Marketplaces of Bad Ideas

You might have heard of "The Marketplace of Ideas" (hereafter referred to as a MoI). This phrase is means a certain freedom to discuss, promote and pursue any ideology within a "free" or otherwise unregulated landscape. If we take it at face value, the MoI promises that if you just let ideas fight it out on some level-playing-field, the good ones will rise at the top.

Normative Statement Alert

WARNING WARNING NORMATIVE STATEMENT DETECTED. UNDEFINED HEURISTIC: "GOOD"

Oh boy! It's my old friend "A Normative Statement With An Unclear Heuristic". Big warning sign that we're straying out of objective territory, and that the tools of epistomology are about to fail us. The MoI promises to elevate the best ideas to the top - but what does it mean for an idea to be good here?
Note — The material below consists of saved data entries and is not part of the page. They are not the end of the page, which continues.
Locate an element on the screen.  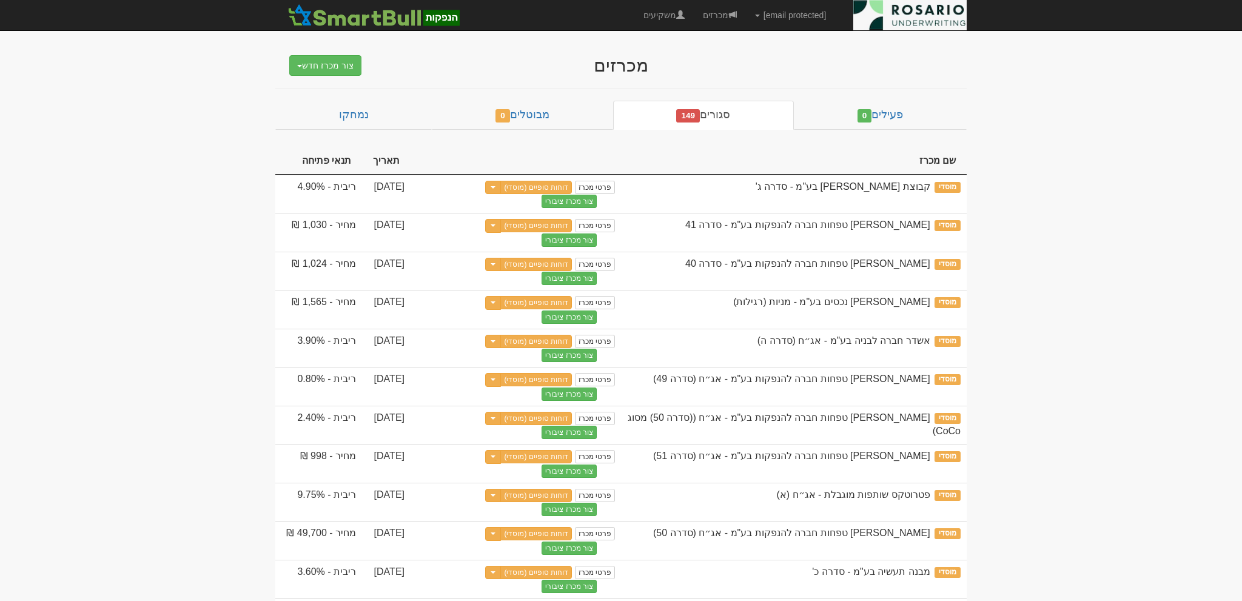
img: סמארטבול - מערכת לניהול הנפקות is located at coordinates (373, 15).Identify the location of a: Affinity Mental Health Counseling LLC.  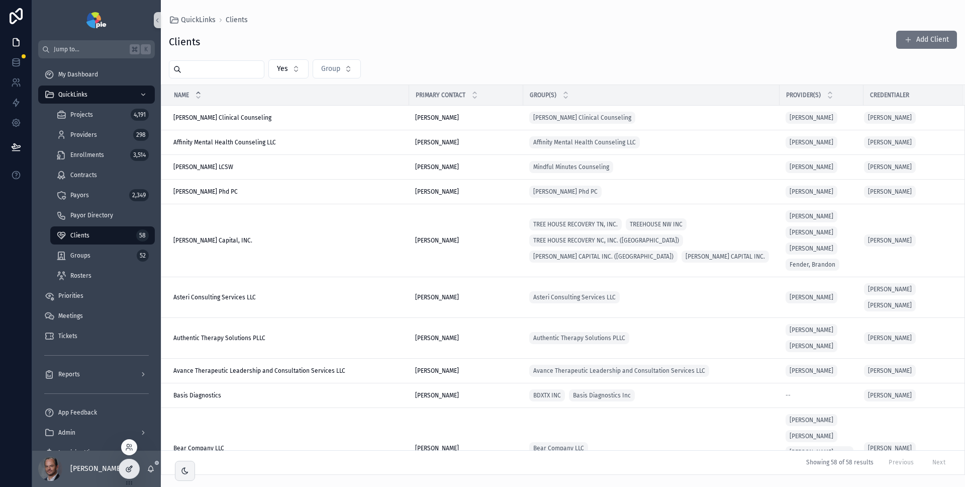
(651, 142).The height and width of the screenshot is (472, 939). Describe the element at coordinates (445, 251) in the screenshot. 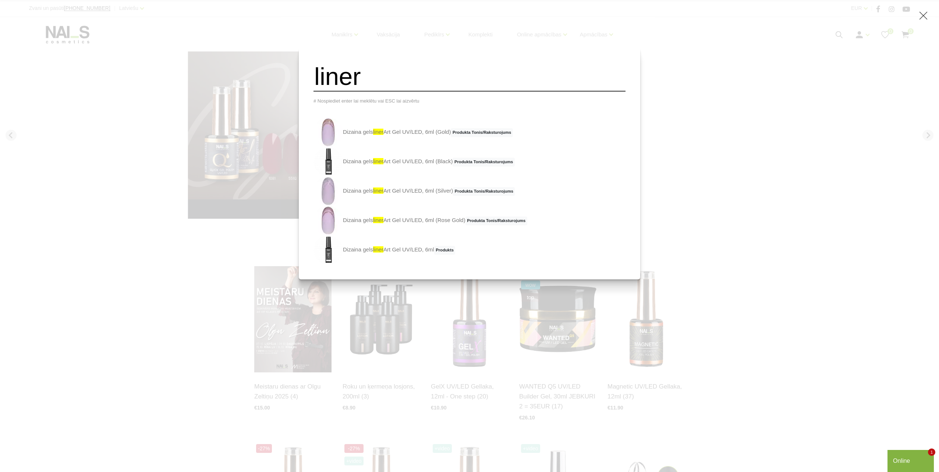

I see `span: Produkts` at that location.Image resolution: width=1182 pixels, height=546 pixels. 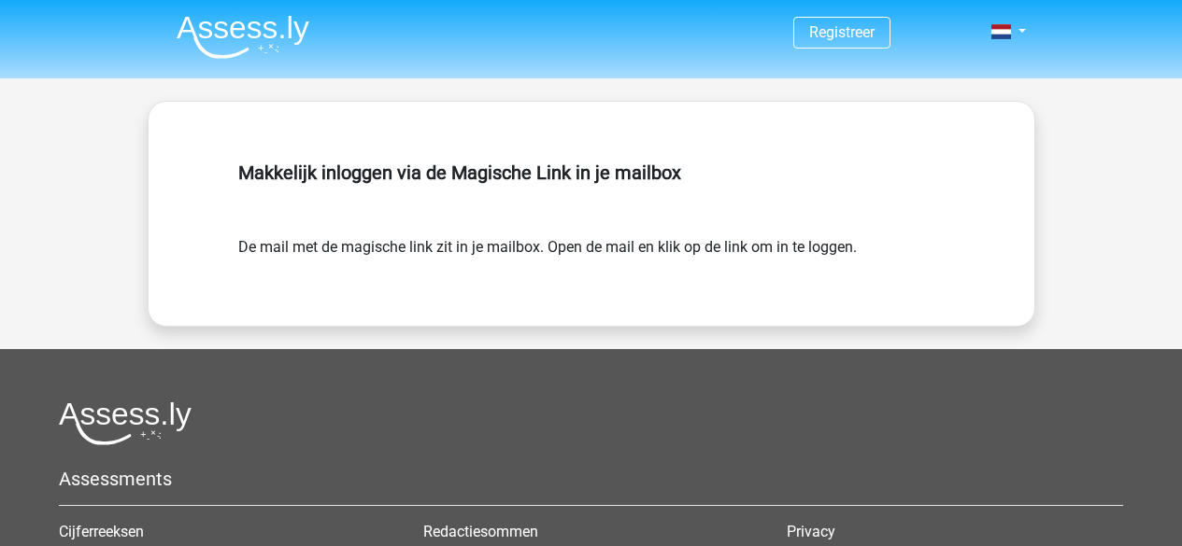 What do you see at coordinates (590, 479) in the screenshot?
I see `h5: Assessments` at bounding box center [590, 479].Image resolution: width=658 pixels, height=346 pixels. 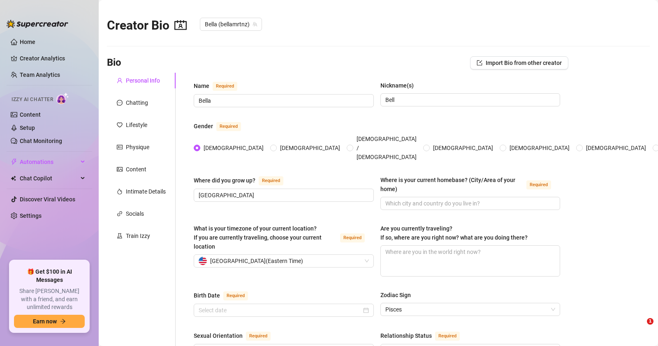 What do you see at coordinates (397, 86) in the screenshot?
I see `div: Nickname(s)` at bounding box center [397, 86].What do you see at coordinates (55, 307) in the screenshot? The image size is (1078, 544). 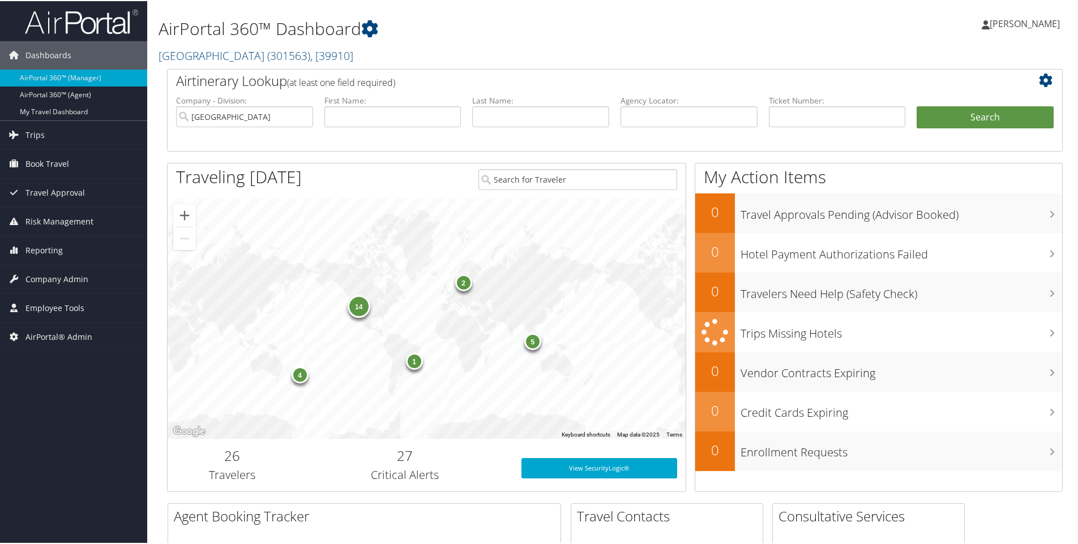 I see `span: Employee Tools` at bounding box center [55, 307].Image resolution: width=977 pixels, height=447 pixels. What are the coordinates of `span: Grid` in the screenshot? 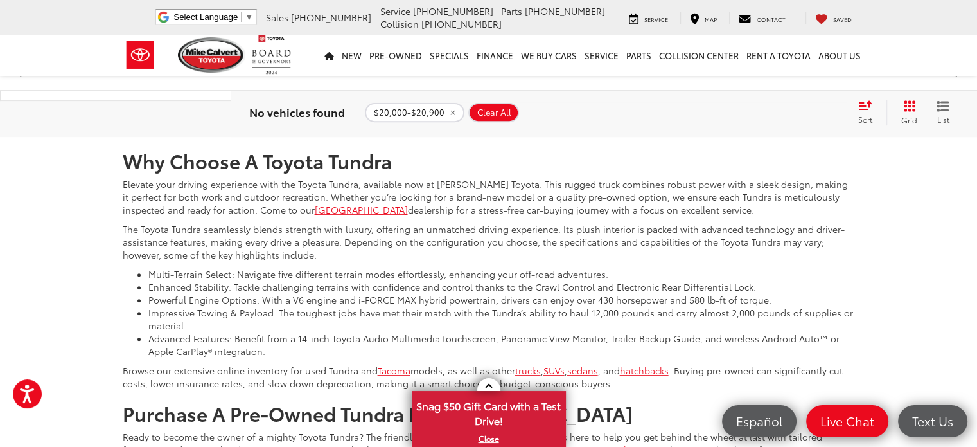 It's located at (909, 120).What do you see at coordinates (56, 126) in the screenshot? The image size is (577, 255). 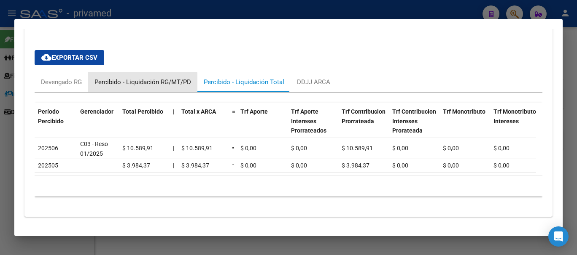 I see `datatable-header-cell: Período Percibido` at bounding box center [56, 126].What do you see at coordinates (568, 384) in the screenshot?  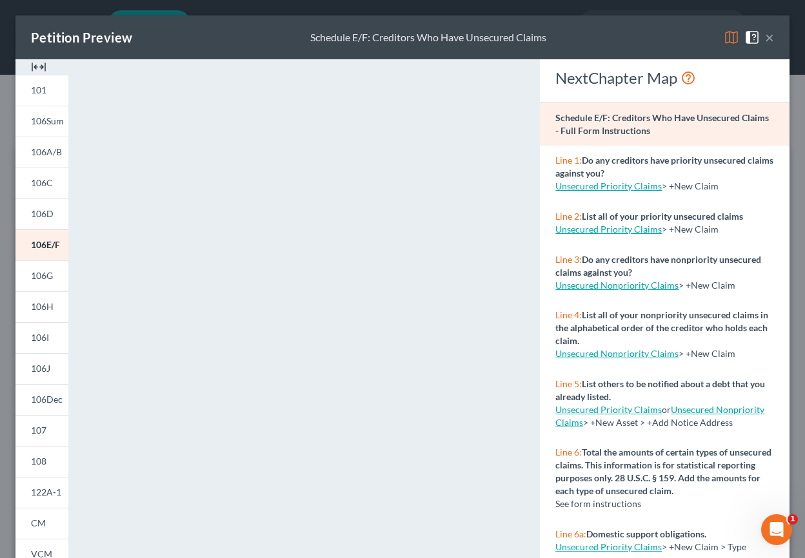 I see `span: Line 5:` at bounding box center [568, 384].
Well, the mechanism of the market gives us a circular answer - an idea is good if it is valued highly within the marketplace. If we go down this road, the purpose of the MoI is to select the good ideas, but the hueristic used to define that is also generated by the market. These kind of self-defining heuristics are an interesting and useful feature of markets in that they can naturally evolve as goals change. This is great for a lot of economics which concerns itself entirely with efficiency and empirically answerable questions like "what is the best way to feed everyone?". But in which markets exactly is it useful and safe to apply these circular heuristics?

But is that true for the commodity of ideology? I'm unconvinced. We seem to fail right off the bat with an empirical heuristic. Whether or not an idea is valuable likely depends on the potential utility. You are far more likely to support an ideology wherein you are powerful and oppose ideologies where you are powerless. That is certainly true to an extent within many markets, but combined with the lack of any real pricing mechanism, we are lost in a sea of incomparability.

We do no better with judging the magnitude of heuristic drift. Without being able to define an empirical heuristic, how do we objectively judge how we have drifted from it? I can make a subjective judgement that I prefer our current world of discourse over some fuedalistic past, but it is just subjective and not an assumption that I can assume the market will understand and enforce.

What of this feedback loop? Certainly one exists. Human history is one of evolving struggle, conflicting forces resolving into some new conflicting force and then again in a seemingly endless cycle of expansion and turmoil that constantly feeds back on itself. But if there is some clear thread between past ideologies and the future, I do not see it. Our breadth of ideology, in both commitment and strangeness, seems to know no bounds. Considering the absence of any real accurate predictions from even a few years ago, it seems unlikely that we will ever understand this feedback loop enough to master it.

Finally, what does it mean for this heurisitic to be optimized? Within a consumer market, agent optimization means maximization of market share and consumption. Within a MoI, it seems that optimization maximizes much the same - the ideas that spread the most, and sit most deeply within people's minds, are the ideas which will dominate. What does it mean for this market that it will optimise for the transmissibility of an idea, and not the correctness of it? We would do well to remember that the convincingness of an idea does not necessarily corellate with its correctness. The universe is under no obligation to convince you, whereas your mind tries very hard to do so constantly.

You might protest: surely, a market is a democratic mechanism? A market of ideas, merely the democratic process in action as arguers and arguees engage in an ongoing act of ideological natural selection? But I think about how people do not engage directly with any market. They do so through some proxy of power. People engage with economic markets through the power-proxies of wealth and capital. People engage with memetic markets through the power-proxies of media influence, cultural and social context, state propaganda, and (ever so rarely) considered discussion. A laissez-faire MoI allocates influence in proportion to this power, not in proportion to how "good" your ideas are within some arbitrary structure.

The issue is not memetic markets in general, but a completely laissez-faire ideological market that does not correct for a set of values. That MoI will prioritize the transmissibility of an idea over its utility. We might play around with the structure of the market to try and adjust these incentives towards ones we believe in - for instance, elevating ideas which seek to maximize agency and minimize suffering - but we should understand the arbitrary nature of this configuration. A MoI will not naturally produce these ideas, and must be shaped - as all markets must - by the irrationality of ethics. MoIs must be fine-tuned to generate ideas that you believe to be ethical. We can do so much around markets of ideas, markets of predictions, markets of visions for the future - but they cannot determine some consensus around foundational ethical values, and we can't pretend like they can. Doing so merely obfuscates that arbitrary landscape. A MoI that is configured in a way you disagree with will select highly optimal solutions that you may find deeply problematic or evil. The consequences of a highly sophisticated yet completely untuned MoI is one of very transmissibile and optimal - yet ethically bad - ideas rising to the top.